The Secret History of Freemasonry

(Nandana) #1
Secular Brotherhoods: The Germanic and Anglo-Saxon Guilds 55

terrestrial reproduction of a transcendent model. The same was true in
the traditional civilizations of ancient peoples.
Each of the brotherhoods to which Abbot Aymon refers was not yet
strictly composed of artisans of one trade who had banded together to
perform their profession. Instead, for work that was not planned in
advance, brotherhoods were formed spontaneously on the construction
sites themselves and were concerned with numerous activities. In their
composition they were often temporary or itinerant associations. Special-
ization and regionalization took place as the populace became fixed in
cities and as the cities organized around their growing populations.
As we consider their formation, some important questions arise
regarding these brotherhoods: Where did their peerless artisans and
artists come from, especially in the specialized trades of construction,
sculpture, decoration, and glasswork? Where and from whom had they
received their training that allowed them to achieve such heights in their
work? It is obvious that the majority and the most skilled could only
originally have been members of monastic associations.

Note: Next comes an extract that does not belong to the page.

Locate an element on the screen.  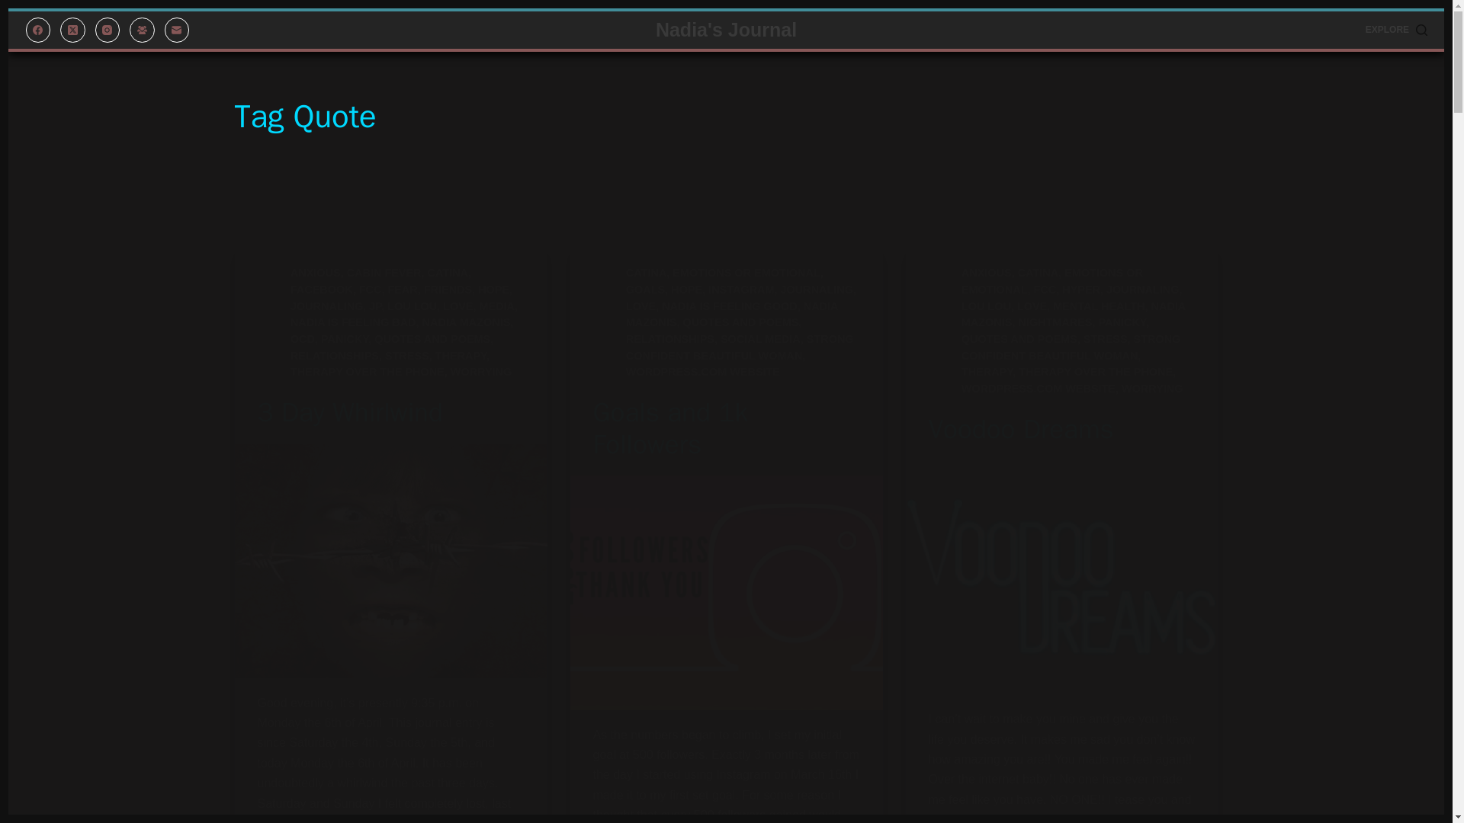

Who else
indeed would have been able to pass on the torch that only those asso-
ciated with monasteries had taken pains to keep alight?
The secularization of monastic associations had actually been
underway for a long time in preparation for their transformation into
independent brotherhoods when the social setting was ready to permit
their existence. By virtue of the fact that the monastic schools had given
people an education and training from which it had derived enormous
profit, the monks gradually lost their monopoly on knowledge and art.
These fields had become popularized; the lay master builders, who had
learned their secrets and traditions from ecclesiastics, grew greater in
number until they were soon the majority. According to Springer, out of
210 artists' names found in the period spanning the ninth to the twelfth
century, there are 64 monks or clerics and 146 laypeople. To be more
precise, there were 20 ecclesiastical architects, 19 ecclesiastical sculp-
tors, and 26 ecclesiastical artists as opposed to 55 lay architects, 61 lay
sculptors, and 32 lay painters.^1
The fact remains, however, that quite often the entrepreneurs, direc-
tors of construction, and teaching masters were monks whose intellectual
and religious influence incontestably dominated the master builders.